Copyrighted work available under Creative Commons Attribution — Author: Whoismanu. License:https://creativecommons.org/licenses/by-sa/3.0/
While the rest of the country struggles with a seemingly relentless series of winter storms, snow and ice, San Diego finally experienced its own version of winter this past weekend. Gusts of wind and heavy – by San Diego standards – rainfall caused most people to batten down the hatches and stay indoors for the majority of the weekend. 
 
Not everyone, though. 
There were those who decided to brave the storm and bluster to gather at the Convivio Center last Saturday evening for a screening of Carlos Sauro’s 2009 film “Io, Don Giovanni.” The Italian film, subtitled in English, tells the story of opera librettist Lorenzo Da Ponte as he works with Mozart to create the world-renowned opera “Don Giovanni.” 

Convivio has hosted these movie nights in partnership with Cinema Little Italy since the center opened seven months ago, according to Convivio Executive Director and Founder Tom Cesarini. 
“We’ve done probably one every couple of months…[The films] are all Italian with English subtitles and we show a variety of different films.”
 
Giuseppe ‘Joe’ Annino, director of Cinema Little Italy, is responsible for film selection for both Convivio’s movie nights and his own organization’s Outdoor Summer Film Festival. 
 
“I go to Venice to the film festival every year, so I see a lot of Italian films,” Annino said. “I also have friends in the industry now and they tell me whenever there’s a good movie around.”
Dr. Nick Reveles of San Diego Opera was also in attendance to introduce the film and give his thoughts on both the film and Italian opera. 
 
“I’m passionate about [opera],” he explained. “There’s something mysterious that happens when music and text meet and after studying it for 35 years, I’m still not sure what it is, but I’m absolutely passionate about it. It reveals something about the human spirit; opera is like no other art form in that music gives a depth to the text that it wouldn’t have standing alone, by itself. And I find that fascinating.” 
 
In Reveles’s address to the audience prior to the screening of the film, he said that his favorite opera character of all time “is not Don Giovanni or Rigoletto or Violetta or Calaf or Aida,” Reveles said. “It’s Lorenzo Da Ponte. And he’s not an opera character, but he wrote brilliant opera characters for the stage.”
 
Reveles explained that Lorenzo Da Ponte was born Emanuele Canegliano, the eldest son of Geronimo Canegliano who converted his family from Judaism to Catholicism in order to remarry after Emanuele’s mother passed away. As was custom in that time, Emanuele took the name of the Bishop that brought him into the Church and so, at the age of 15, Emanuele Canegliano became Lorenzo Da Ponte.
 
Da Ponte’s life took him from Venice to Vienna to London to New York, where he passed away in 1839 at the age of 89. 
 
“He was a very frustrated man; he died thinking he made no impact on the world of opera or the world of the arts at all,” Reveles said in conclusion. “He would be delighted, I think, today, to look back on his life and see that we still revere the three works that he wrote with the great master Wolfgang Amadeus Mozart.”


[Problem requirements]: Produce a verbatim copy of the following records, leaving out all pictures.

..............................

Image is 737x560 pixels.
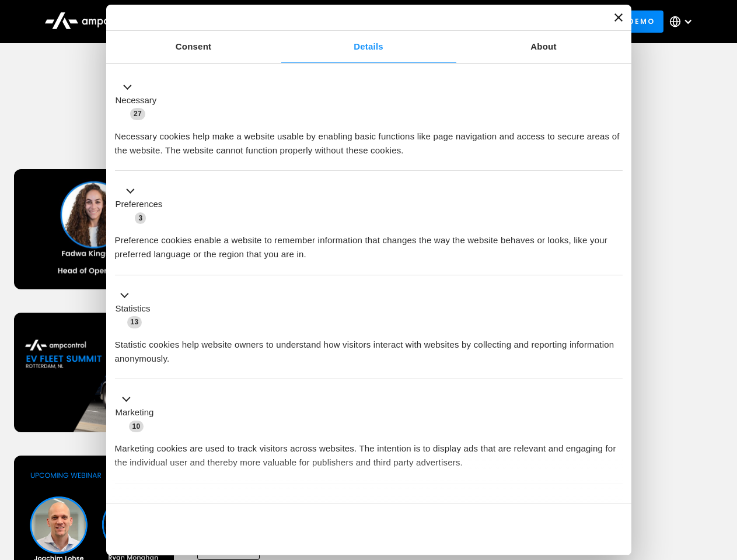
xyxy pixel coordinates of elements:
button: Okay [455,512,621,546]
button: Preferences (3) [115,185,169,225]
button: Marketing (10) [115,393,161,433]
span: 10 [129,421,144,433]
div: Necessary cookies help make a website usable by enabling basic functions like page navigation and... [115,121,622,158]
label: Preferences [116,197,163,211]
a: Details [281,31,456,63]
div: Preference cookies enable a website to remember information that changes the way the website beha... [115,224,622,261]
button: Unclassified (2) [115,497,211,511]
span: 2 [192,498,203,510]
span: 3 [135,213,146,224]
label: Necessary [116,94,157,107]
span: 27 [130,108,145,120]
button: Close banner [614,13,622,22]
label: Marketing [116,406,154,419]
button: Necessary (27) [115,80,164,121]
button: Statistics (13) [115,288,158,329]
label: Statistics [116,302,150,315]
div: Marketing cookies are used to track visitors across websites. The intention is to display ads tha... [115,433,622,470]
span: 13 [127,316,143,328]
div: Statistic cookies help website owners to understand how visitors interact with websites by collec... [115,329,622,366]
a: About [456,31,631,63]
a: Consent [106,31,281,63]
h1: Upcoming Webinars [14,118,724,146]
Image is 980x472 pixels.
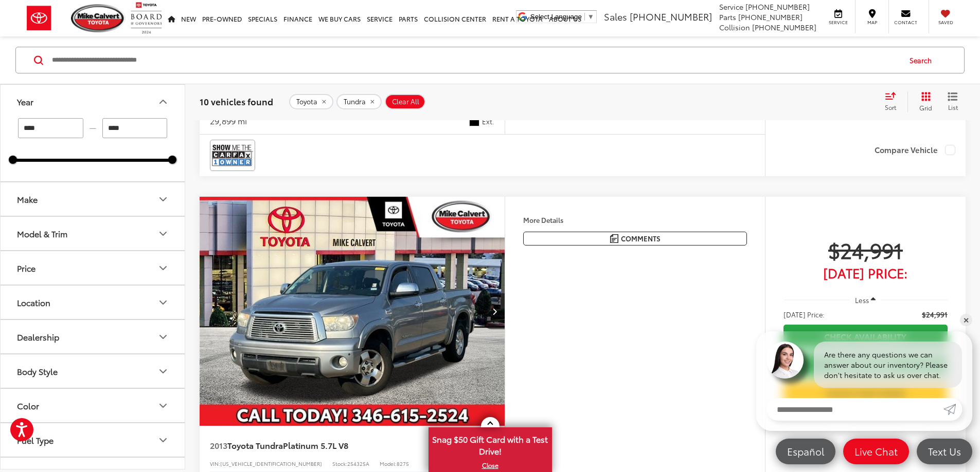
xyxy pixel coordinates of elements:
[874,145,955,155] label: Compare Vehicle
[429,429,551,460] span: Snag $50 Gift Card with a Test Drive!
[922,445,966,458] span: Text Us
[17,435,54,445] div: Fuel Type
[1,286,185,319] button: LocationLocation
[899,47,946,73] button: Search
[157,96,169,108] div: Year
[943,399,962,421] a: Submit
[827,19,850,26] span: Service
[767,399,943,421] input: Enter your message
[919,103,932,112] span: Grid
[396,460,409,468] span: 8275
[917,438,972,465] a: Text Us
[297,97,317,106] span: Toyota
[210,115,247,127] div: 29,899 mi
[200,95,273,107] span: 10 vehicles found
[879,92,907,112] button: Select sort value
[849,445,902,458] span: Live Chat
[289,94,333,109] button: remove Toyota
[783,309,824,319] span: [DATE] Price:
[719,22,750,33] span: Collision
[860,19,883,26] span: Map
[384,94,425,109] button: Clear All
[347,460,369,468] span: 254325A
[719,12,736,22] span: Parts
[783,325,947,348] a: Check Availability
[220,460,322,468] span: [US_VEHICLE_IDENTIFICATION_NUMBER]
[745,2,810,12] span: [PHONE_NUMBER]
[17,228,67,239] div: Model & Trim
[86,124,99,133] span: —
[621,234,660,244] span: Comments
[210,440,459,451] a: 2013Toyota TundraPlatinum 5.7L V8
[283,439,349,451] span: Platinum 5.7L V8
[1,423,185,457] button: Fuel TypeFuel Type
[1,85,185,118] button: YearYear
[1,355,185,388] button: Body StyleBody Style
[775,438,835,465] a: Español
[212,142,253,169] img: CarFax One Owner
[17,367,58,376] div: Body Style
[1,252,185,284] button: PricePrice
[482,117,494,126] span: Ext.
[102,118,168,138] input: maximum
[157,228,169,240] div: Model & Trim
[71,4,125,33] img: Mike Calvert Toyota
[157,193,169,205] div: Make
[1,182,185,216] button: MakeMake
[484,293,504,329] button: Next image
[344,97,365,106] span: Tundra
[17,194,38,204] div: Make
[782,445,829,458] span: Español
[783,237,947,263] span: $24,991
[907,92,940,112] button: Grid View
[199,196,505,426] div: 2013 Toyota Tundra Platinum 5.7L V8 0
[843,438,909,465] a: Live Chat
[630,10,712,23] span: [PHONE_NUMBER]
[17,332,59,342] div: Dealership
[814,342,962,388] div: Are there any questions we can answer about our inventory? Please don't hesitate to ask us over c...
[18,118,83,138] input: minimum
[738,12,803,22] span: [PHONE_NUMBER]
[767,342,803,379] img: Agent profile photo
[940,92,966,112] button: List View
[894,19,917,26] span: Contact
[157,262,169,275] div: Price
[783,268,947,278] span: [DATE] Price:
[752,22,816,33] span: [PHONE_NUMBER]
[947,103,958,112] span: List
[469,116,480,126] span: Midnight Black Metallic
[392,97,419,106] span: Clear All
[51,48,899,73] input: Search by Make, Model, or Keyword
[922,309,947,319] span: $24,991
[934,19,957,26] span: Saved
[380,460,396,468] span: Model:
[523,232,747,246] button: Comments
[227,439,283,451] span: Toyota Tundra
[157,400,169,412] div: Color
[523,216,747,224] h4: More Details
[610,234,618,243] img: Comments
[17,97,34,106] div: Year
[17,298,50,307] div: Location
[1,320,185,354] button: DealershipDealership
[210,439,227,451] span: 2013
[157,434,169,446] div: Fuel Type
[885,103,896,112] span: Sort
[604,10,627,23] span: Sales
[719,2,743,12] span: Service
[17,263,35,273] div: Price
[855,295,869,305] span: Less
[199,196,505,426] img: 2013 Toyota Tundra Platinum 5.7L V8
[1,217,185,250] button: Model & TrimModel & Trim
[157,296,169,309] div: Location
[199,196,505,426] a: 2013 Toyota Tundra Platinum 5.7L V82013 Toyota Tundra Platinum 5.7L V82013 Toyota Tundra Platinum...
[333,460,347,468] span: Stock:
[157,331,169,343] div: Dealership
[588,13,594,21] span: ▼
[157,365,169,378] div: Body Style
[337,94,381,109] button: remove Tundra
[17,401,39,411] div: Color
[851,291,881,309] button: Less
[584,13,585,21] span: ​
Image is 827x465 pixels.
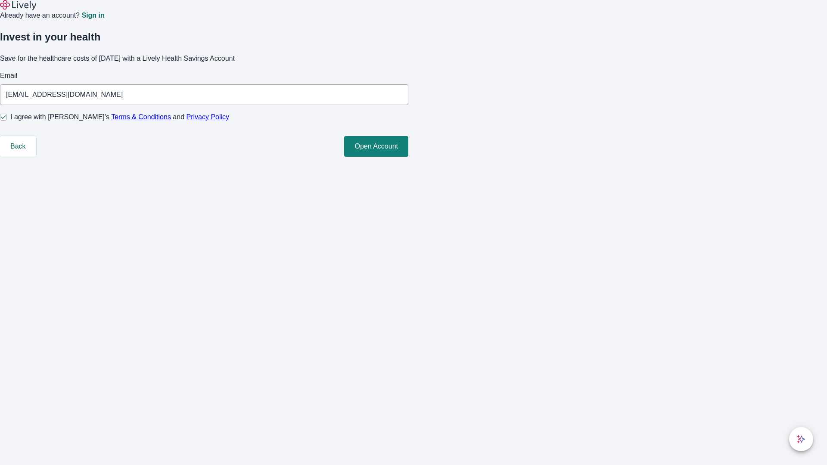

..............................

[Answer to this exercise]:
Image is 737x560 pixels.
xyxy pixel coordinates of elements:
button: Okay [455,512,621,546]
button: Preferences (3) [115,185,169,225]
button: Marketing (10) [115,393,161,433]
span: 10 [129,421,144,433]
div: Necessary cookies help make a website usable by enabling basic functions like page navigation and... [115,121,622,158]
label: Preferences [116,197,163,211]
a: Details [281,31,456,63]
div: Preference cookies enable a website to remember information that changes the way the website beha... [115,224,622,261]
button: Unclassified (2) [115,497,211,511]
span: 2 [192,498,203,510]
span: 3 [135,213,146,224]
label: Necessary [116,94,157,107]
span: 27 [130,108,145,120]
button: Close banner [614,13,622,22]
label: Marketing [116,406,154,419]
button: Necessary (27) [115,80,164,121]
button: Statistics (13) [115,288,158,329]
label: Statistics [116,302,150,315]
div: Marketing cookies are used to track visitors across websites. The intention is to display ads tha... [115,433,622,470]
span: 13 [127,316,143,328]
div: Statistic cookies help website owners to understand how visitors interact with websites by collec... [115,329,622,366]
a: About [456,31,631,63]
a: Consent [106,31,281,63]
h1: Upcoming Webinars [14,118,724,146]
Image is 980x472 pixels.
xyxy pixel coordinates of elements:
[874,145,955,155] label: Compare Vehicle
[429,429,551,460] span: Snag $50 Gift Card with a Test Drive!
[922,445,966,458] span: Text Us
[17,435,54,445] div: Fuel Type
[1,286,185,319] button: LocationLocation
[899,47,946,73] button: Search
[157,96,169,108] div: Year
[943,399,962,421] a: Submit
[827,19,850,26] span: Service
[767,399,943,421] input: Enter your message
[919,103,932,112] span: Grid
[396,460,409,468] span: 8275
[917,438,972,465] a: Text Us
[297,97,317,106] span: Toyota
[210,115,247,127] div: 29,899 mi
[200,95,273,107] span: 10 vehicles found
[879,92,907,112] button: Select sort value
[849,445,902,458] span: Live Chat
[289,94,333,109] button: remove Toyota
[783,309,824,319] span: [DATE] Price:
[719,22,750,33] span: Collision
[860,19,883,26] span: Map
[384,94,425,109] button: Clear All
[347,460,369,468] span: 254325A
[719,12,736,22] span: Parts
[783,325,947,348] a: Check Availability
[220,460,322,468] span: [US_VEHICLE_IDENTIFICATION_NUMBER]
[745,2,810,12] span: [PHONE_NUMBER]
[17,228,67,239] div: Model & Trim
[86,124,99,133] span: —
[621,234,660,244] span: Comments
[210,440,459,451] a: 2013Toyota TundraPlatinum 5.7L V8
[283,439,349,451] span: Platinum 5.7L V8
[1,423,185,457] button: Fuel TypeFuel Type
[1,85,185,118] button: YearYear
[1,355,185,388] button: Body StyleBody Style
[775,438,835,465] a: Español
[212,142,253,169] img: CarFax One Owner
[17,367,58,376] div: Body Style
[1,252,185,284] button: PricePrice
[482,117,494,126] span: Ext.
[102,118,168,138] input: maximum
[157,228,169,240] div: Model & Trim
[71,4,125,33] img: Mike Calvert Toyota
[157,193,169,205] div: Make
[1,182,185,216] button: MakeMake
[484,293,504,329] button: Next image
[344,97,365,106] span: Tundra
[17,194,38,204] div: Make
[782,445,829,458] span: Español
[783,237,947,263] span: $24,991
[907,92,940,112] button: Grid View
[199,196,505,426] div: 2013 Toyota Tundra Platinum 5.7L V8 0
[843,438,909,465] a: Live Chat
[630,10,712,23] span: [PHONE_NUMBER]
[17,332,59,342] div: Dealership
[814,342,962,388] div: Are there any questions we can answer about our inventory? Please don't hesitate to ask us over c...
[18,118,83,138] input: minimum
[738,12,803,22] span: [PHONE_NUMBER]
[767,342,803,379] img: Agent profile photo
[940,92,966,112] button: List View
[894,19,917,26] span: Contact
[157,262,169,275] div: Price
[783,268,947,278] span: [DATE] Price:
[752,22,816,33] span: [PHONE_NUMBER]
[947,103,958,112] span: List
[469,116,480,126] span: Midnight Black Metallic
[392,97,419,106] span: Clear All
[51,48,899,73] input: Search by Make, Model, or Keyword
[922,309,947,319] span: $24,991
[934,19,957,26] span: Saved
[380,460,396,468] span: Model:
[523,232,747,246] button: Comments
[227,439,283,451] span: Toyota Tundra
[157,400,169,412] div: Color
[523,216,747,224] h4: More Details
[610,234,618,243] img: Comments
[17,97,34,106] div: Year
[17,298,50,307] div: Location
[1,320,185,354] button: DealershipDealership
[210,439,227,451] span: 2013
[157,434,169,446] div: Fuel Type
[885,103,896,112] span: Sort
[604,10,627,23] span: Sales
[719,2,743,12] span: Service
[17,263,35,273] div: Price
[855,295,869,305] span: Less
[199,196,505,426] img: 2013 Toyota Tundra Platinum 5.7L V8
[1,217,185,250] button: Model & TrimModel & Trim
[157,296,169,309] div: Location
[199,196,505,426] a: 2013 Toyota Tundra Platinum 5.7L V82013 Toyota Tundra Platinum 5.7L V82013 Toyota Tundra Platinum...
[333,460,347,468] span: Stock:
[157,331,169,343] div: Dealership
[588,13,594,21] span: ▼
[157,365,169,378] div: Body Style
[337,94,381,109] button: remove Tundra
[17,401,39,411] div: Color
[851,291,881,309] button: Less
[584,13,585,21] span: ​
Image is 827x465 pixels.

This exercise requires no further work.